_EXERCISE MATERIALS_

↓↓↓

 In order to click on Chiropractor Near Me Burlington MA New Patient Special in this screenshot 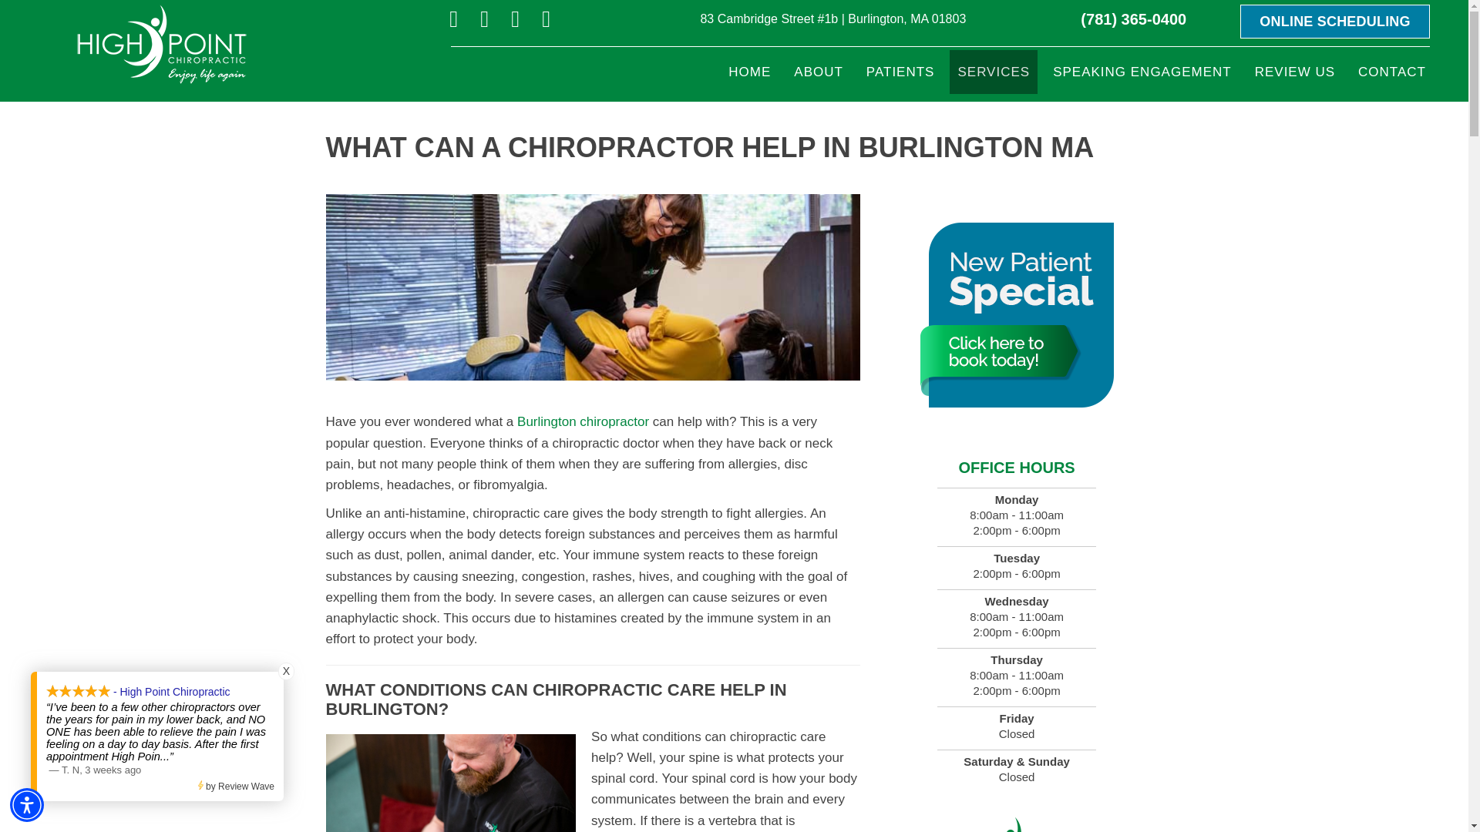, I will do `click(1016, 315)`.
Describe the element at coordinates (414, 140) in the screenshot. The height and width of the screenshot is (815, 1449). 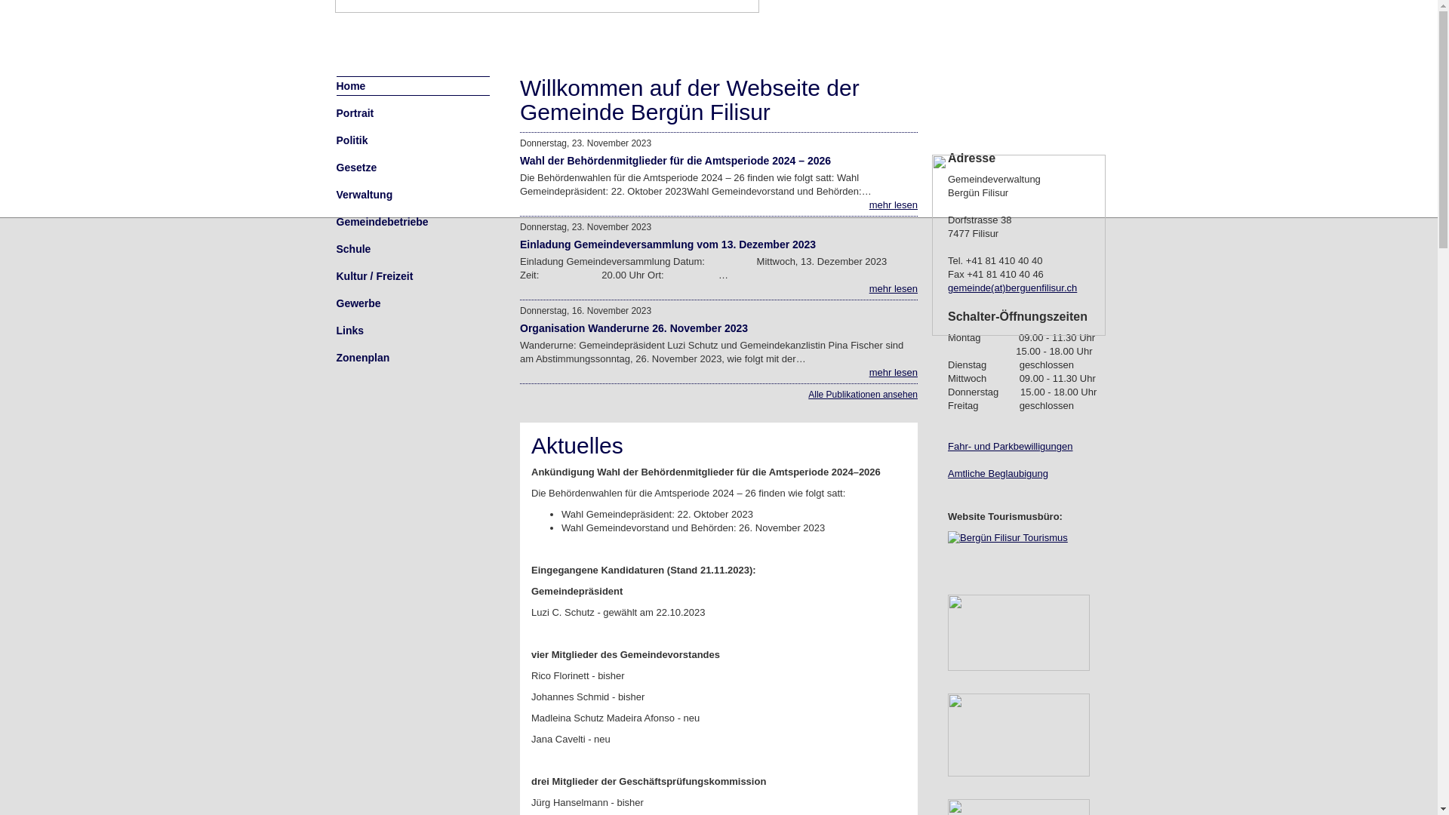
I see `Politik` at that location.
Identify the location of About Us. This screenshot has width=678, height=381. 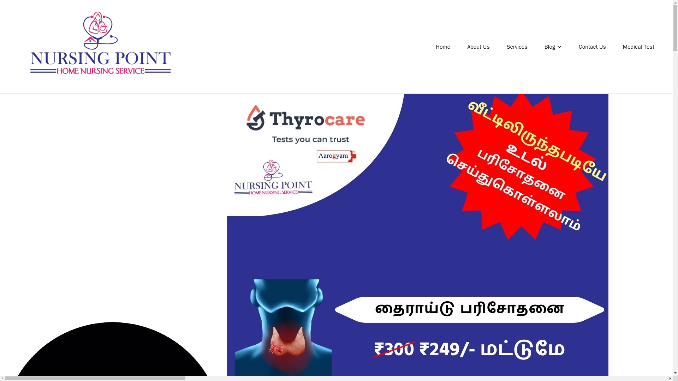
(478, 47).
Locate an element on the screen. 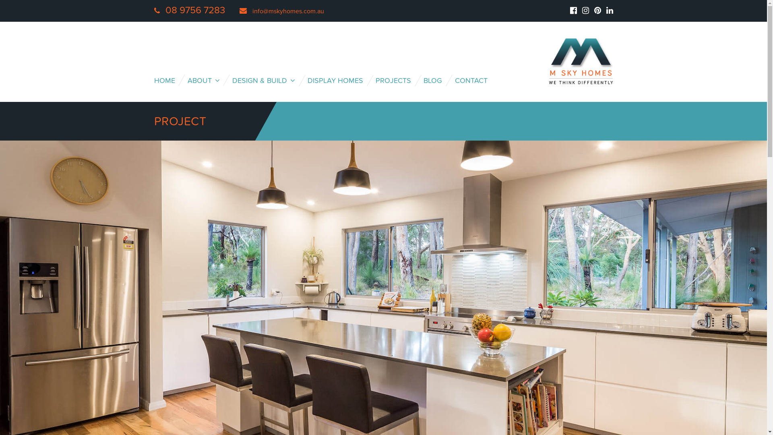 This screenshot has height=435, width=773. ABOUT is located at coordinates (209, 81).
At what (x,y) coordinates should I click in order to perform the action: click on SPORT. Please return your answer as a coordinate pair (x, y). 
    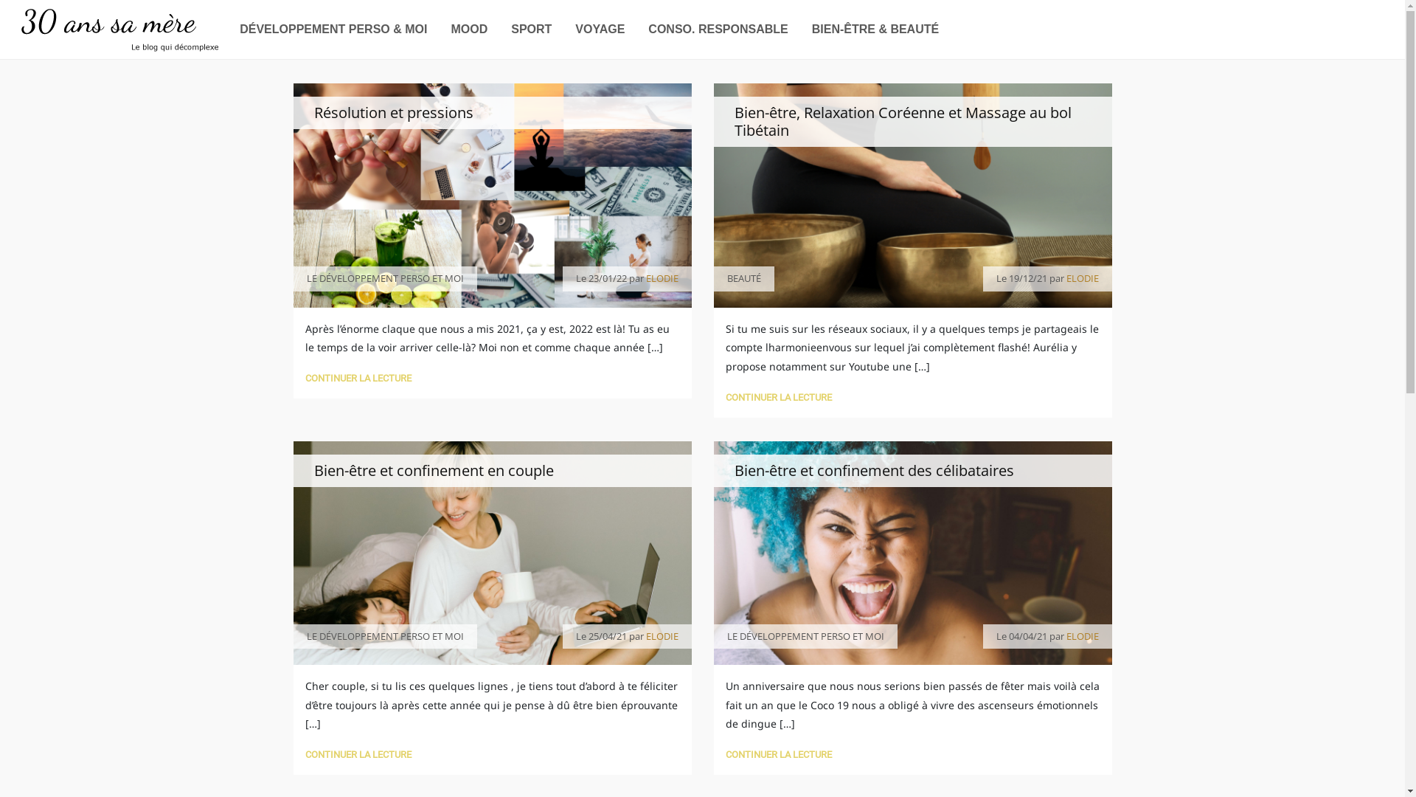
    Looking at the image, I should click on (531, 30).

↑↑↑

_WHAT TO DO_
Exactly the lines from the line with "At what (x,y)" through the end of the data are to be reproduced, and no picture is to be included.

_TASK SOLUTION_
At what (x,y) coordinates should I click in order to perform the action: click on SPORT. Please return your answer as a coordinate pair (x, y). 
    Looking at the image, I should click on (531, 30).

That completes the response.